What I Know For Sure

Nothing.

Sorry for the bad title but I just read three issues of Oprah magazine on a long cross-country trip. It seemed right.

2013 was a busy year for highered, research, and yours truly. A few round-ups and random thoughts about 2014:

At UVA’s Carter G Woodson Institute I had the privilege of connecting the trends in current higher ed debates to what I argue are the larger structural issues at play in those debates:

Tressie McMillan Cottom, a sociology Ph.D. candidate at Emory University and research fellow at the Center for Poverty Research at the University of California-Davis, said institutions play a tremendous role in developing and perpetuating social trends.

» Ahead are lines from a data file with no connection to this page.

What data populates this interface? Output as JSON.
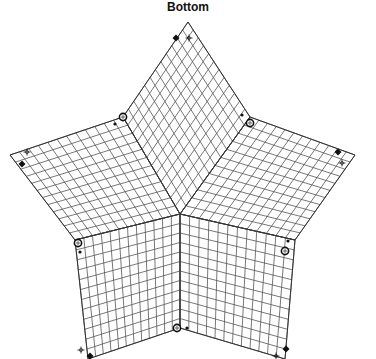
{
  "title": "Bottom",
  "colors": {
    "line": "#555555",
    "outline": "#333333",
    "marker": "#111111",
    "background": "#ffffff"
  },
  "grid_divisions": 12,
  "center": [
    180,
    214
  ],
  "vertices": {
    "top": [
      188,
      22
    ],
    "upper_left_inner": [
      123,
      117
    ],
    "left": [
      10,
      155
    ],
    "lower_left_inner": [
      75,
      240
    ],
    "bottom_left": [
      88,
      359
    ],
    "bottom_inner": [
      180,
      328
    ],
    "bottom_right": [
      285,
      359
    ],
    "lower_right_inner": [
      295,
      240
    ],
    "right": [
      355,
      155
    ],
    "upper_right_inner": [
      250,
      117
    ]
  },
  "faces": [
    {
      "name": "top-face",
      "corners": [
        "center",
        "upper_left_inner",
        "top",
        "upper_right_inner"
      ]
    },
    {
      "name": "left-face",
      "corners": [
        "center",
        "lower_left_inner",
        "left",
        "upper_left_inner"
      ]
    },
    {
      "name": "right-face",
      "corners": [
        "center",
        "upper_right_inner",
        "right",
        "lower_right_inner"
      ]
    },
    {
      "name": "bottom-left-face",
      "corners": [
        "center",
        "bottom_inner",
        "bottom_left",
        "lower_left_inner"
      ]
    },
    {
      "name": "bottom-right-face",
      "corners": [
        "center",
        "lower_right_inner",
        "bottom_right",
        "bottom_inner"
      ]
    }
  ],
  "markers": [
    {
      "type": "diamond",
      "x": 176,
      "y": 38
    },
    {
      "type": "cross",
      "x": 189,
      "y": 38
    },
    {
      "type": "ring",
      "x": 123,
      "y": 117
    },
    {
      "type": "dot",
      "x": 115,
      "y": 124
    },
    {
      "type": "ring",
      "x": 250,
      "y": 123
    },
    {
      "type": "dot",
      "x": 242,
      "y": 115
    },
    {
      "type": "cross",
      "x": 27,
      "y": 152
    },
    {
      "type": "diamond",
      "x": 22,
      "y": 164
    },
    {
      "type": "diamond",
      "x": 338,
      "y": 152
    },
    {
      "type": "cross",
      "x": 342,
      "y": 163
    },
    {
      "type": "ring",
      "x": 78,
      "y": 243
    },
    {
      "type": "dot",
      "x": 80,
      "y": 252
    },
    {
      "type": "dot",
      "x": 288,
      "y": 241
    },
    {
      "type": "ring",
      "x": 285,
      "y": 251
    },
    {
      "type": "cross",
      "x": 81,
      "y": 350
    },
    {
      "type": "diamond",
      "x": 90,
      "y": 356
    },
    {
      "type": "ring",
      "x": 177,
      "y": 328
    },
    {
      "type": "dot",
      "x": 187,
      "y": 328
    },
    {
      "type": "diamond",
      "x": 286,
      "y": 349
    },
    {
      "type": "cross",
      "x": 276,
      "y": 356
    }
  ]
}
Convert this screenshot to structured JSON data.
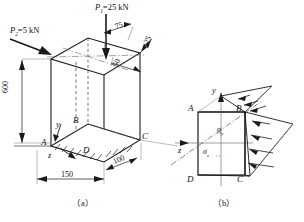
{
  "figure": {
    "title_caption_a": "（a）",
    "title_caption_b": "（b）"
  },
  "loads": {
    "p1_label": "P",
    "p1_sub": "1",
    "p1_value": "=25 kN",
    "p2_label": "P",
    "p2_sub": "2",
    "p2_value": "=5 kN"
  },
  "dimensions": {
    "height": "600",
    "width_front": "150",
    "depth": "100",
    "ecc_top": "75",
    "ecc_right": "25",
    "ecc_mid": "50"
  },
  "vertices_a": {
    "A": "A",
    "B": "B",
    "C": "C",
    "D": "D"
  },
  "axes_a": {
    "y": "y",
    "z": "z"
  },
  "vertices_b": {
    "A": "A",
    "B": "B",
    "C": "C",
    "D": "D"
  },
  "axes_b": {
    "y": "y",
    "z": "z"
  },
  "stresses": {
    "sigma_top_symbol": "σ",
    "sigma_top_sub": "y",
    "sigma_bottom_symbol": "σ",
    "sigma_bottom_sub": "z"
  },
  "colors": {
    "line": "#1a1a1a",
    "hidden": "#555555",
    "thin": "#777777"
  }
}
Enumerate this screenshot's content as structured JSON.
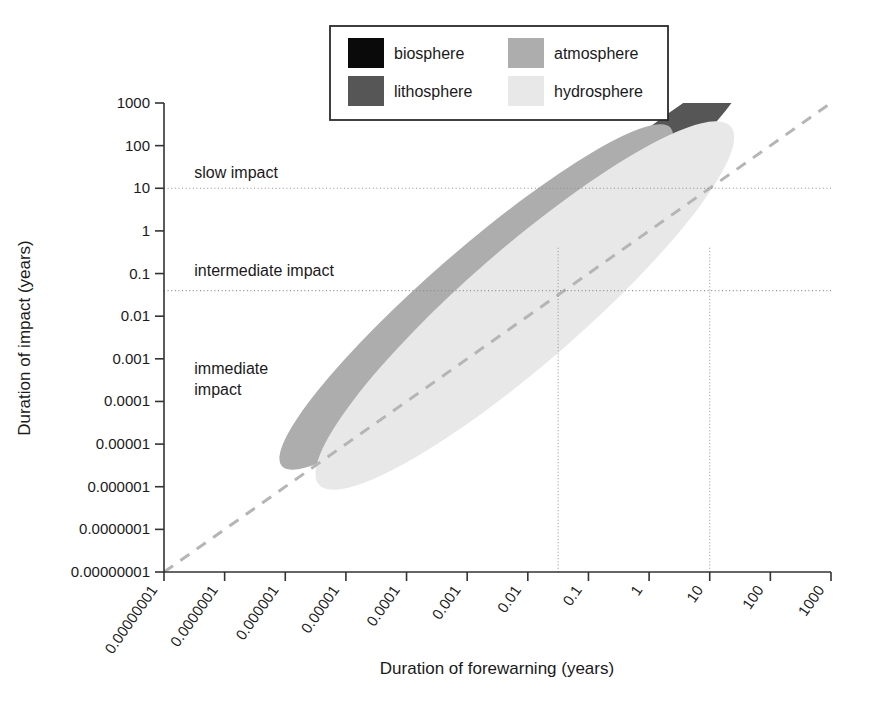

“So much of our life is governed by bureaucratic arrangements, and yet, we tend not to look at organizations as mechanisms for reproducing inequality,” she said. “So essentially if we think about college admissions as an organizational arrangement, an organizational mechanism, and a very important one critical to higher education, I say we’ve got to look at some of the social processes that deliver people differently to different types of institutions — an unequal childhood, for instance.”

We are obsessed with higher education right now because it is the institutional mechanism that ostensibly produces the mobility and economic security we intuitively recognize is eroding. Our angst over college is about our angst over declining work stability, social cohesion, and identity. I told the packed, engaged awesome audience at UVA that this context explains the expansion of for-profit higher education, the contraction of opportunity in traditional higher education, and the contentiousness of the debates around both. You can hear that talk on iTunes now. I start somewhere around minute 51:00 and I sound much better in my head. Please remember that should you listen.

The California Faculty Association and Philosophy Department at San Jose State University sponsored a couple of talks on MOOCs and inequality this year. I gave two lectures. One focused on a broader dialogue about MOOCs and public higher education. A second lecture specifically talked about ethical dilemmas in public-private publics, institutions, and the social good as they relate to the privatization of knowledge production and credentialism.

This audience was amazing. I was not kidding when I told them that I have never been so thoroughly intellectually worked out in a Q&A. I was enchanted.

I also had an opportunity to do something I’ve long wanted to do. I thanked the faculty and students at SJSU for leading on a counter-narrative to the prevailing “failing higher education” narrative coming out of ed tech, industry, and policy. There are institutions about which I carry deeply — particularly HBCUs and MSIs — for whom these debates will be salient in ways I fear. Yet, for many reasons, these institutions are more vulnerable to the consequences of speaking out and agitating. It takes institutions that can to lead in ways others cannot to do so, to the benefit of us all. SJSU, particularly the Philosophy Department, showed us how that can be done and they changed the national debate about MOOCs and public education. That is the power of a narrative when wedded to conviction and academic freedom. I thank them, again.

You can see an out-take from that talk courtesy of CFA president’s cell phone woman-on-the-street video. She asks a question about student of color and online education and corporate education that I wish I were asked more often.

I thought that was a fabulous idea, by the way. Just note that in my mind I am much taller.

I also started a column at Slate this year to broaden the public discussion about higher education. Many of you have made my essays there some of Slate’s most read and most shared. Thank you.

A little essay I was convinced was too narrow to be of general interest became one of my most widely read and shared stories of the year. I continue to hear from readers about the Logic of Stupid Poor People. Academics immediately pick up that the essay is essentially an autoethnographic reflection on cultural capital, Weberian status cultures, and mobility. General readers, I think, connect with structure embedded in the analysis.

Actually, I thought the same about my essay on Miley Cyrus: no one will get this niche navel-gazing take on a pop culture moment. I was really wrong. According to my inbox, that essay has been taught at Princeton, Yale, UGA, and Emory in courses ranging from literature to game theory. I do not know how to say what that means to me without it reading as hyperbole so I will not try.

I can get all C. Wright Mills about this but I am passionate about the benefit of sociology in such sociological times as these. I am grateful for any small contribution I can make to that. I hope to encourage my students to do the same.

The insecurity of 2013 produced our college obsession. I do not imagine that changing in 2014. When I want clear, articulate, expert guidance on the subject I turn to people like Matt Reed, Sherman Dorn, Jonathon Rees, and Audrey Watters just to name a few. It is an exciting time to model what scholarship can bring to public debates. I am honored to be in community with great people that are doing just that.